The bidders have also had to provide business plans indicating how they will keep their stations financially solvent for the eight-year period of the licence. Several, backed by wealthy media conglomerates - Emap, Reuter, Associated Newspapers - will have no problems meeting that stipulation as they scramble for a place on the dial. But Lord Chalfont, a free marketeer and historian of the Cold War, has another criterion on which to make his pick: will the new stations extend listener choice? His selection is not, as has been implied in the build-up, a straight one between two media doyennes, Joan Bakewell and Lynne Franks, and their bids aiming output predominantly at women.

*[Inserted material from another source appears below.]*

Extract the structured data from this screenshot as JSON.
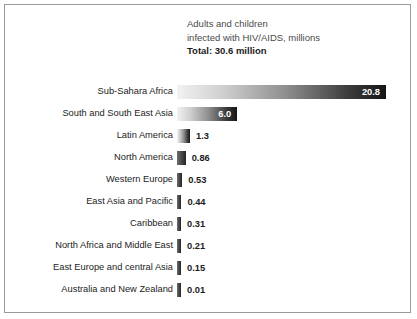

'That is a typical male fantasy,' said Ms Bakewell, chairman of London AM, the consortium backed by the publishing group Emap. 'A sort of media mud wrestling. There is a lot more to it than that.'

Indeed. As well as the Bakewell and Franks consortia (the latter backed by the literary agent Debbie Owen), others hoping to impress Lord Chalfont include a Christian station backed by Cardinal Basil Hume, at least five rock outfits, three country and western teams, an all-sport station supported by Sebastian Coe, 13 ethnic operations, a couple of heavyweight news efforts, the comedy station Radio Barking, and one from London Transport giving details of its services, 24 hours a day.

And will choice be extended? Well, if you are between 30 and 45 and reasonably affluent, these people are after your ears, offering you everything from non-stop humour to non-stop sport, via non-stop adult rock and non-stop news.

'Ours will be the kind of station I want to listen to,' said John Lloyd, inventor of Spitting Image and Blackadder and the man behind Radio Barking. He is in his early forties.

'Ours will be the station for people like me,' said Sarah Greene, the television presenter and a director of London AM. She is in her mid-thirties.

'London Rock Radio has identified a huge number of people not presently served by radio - people like me,' said Paul Smith, whose adult music consortium is backed by Jasper Carrott and Time Out magazine. Mr Smith is 46.

'Those born between 1946 and 1964 are the most fertile area for new radio,' said Tim Schoonmaker of London AM. 'They have been ill-served up till now, they are media literate, used to making their own choices, and they are happy to set the agenda.'

They are also, and this is no coincidence, the kind of people advertisers want to reach. London AM has invested huge amounts researching this market, discovering its foibles and interests and tailoring its output to accommodate them.

'Obviously you don't let research design your product,' said Mr Schoonmaker. 'But we have got back a lot of stuff from research - little nuggets of thought - which have really shaped our thinking.'

If you are over 50 or under 18, the choice is less extensive, although John Lloyd maintains that his comedy channel is extending everyone's choice. 'Not everyone is interested in sport, not everyone is interested in women,' he said. 'But everyone wants a laugh.'

The problem for niche stations such as London Country Radio or Sunrise, the Asian operation which currently broadcasts in a limited area of west London, is that while they clearly offer a different kind of choice, they are less able to meet Lord Chalfont's other requirement of sustained commercial performance. They might well end up like LBC.

'Radio is a difficult medium for advertising agencies to plan and buy for,' explained Dominic Mills, editor of Campaign, the advertising trade magazine. 'Agencies are not really interested in being given 100,000 dedicated country and western fans. They are much more interested in big numbers. Those who can promise and deliver a big audience, such as Capital, are the ones that will prosper.'

And so, although some bids have come up with ingenious ways around a potential shortfall of advertising revenue (London Christian Radio will appeal to the committed for subscriptions, London Arab Radio is backed by Gulf potentates), the likely outcome is that the big conglomerates will win, and start broadcasting next April. Which is an interesting interpretation of expanding choice.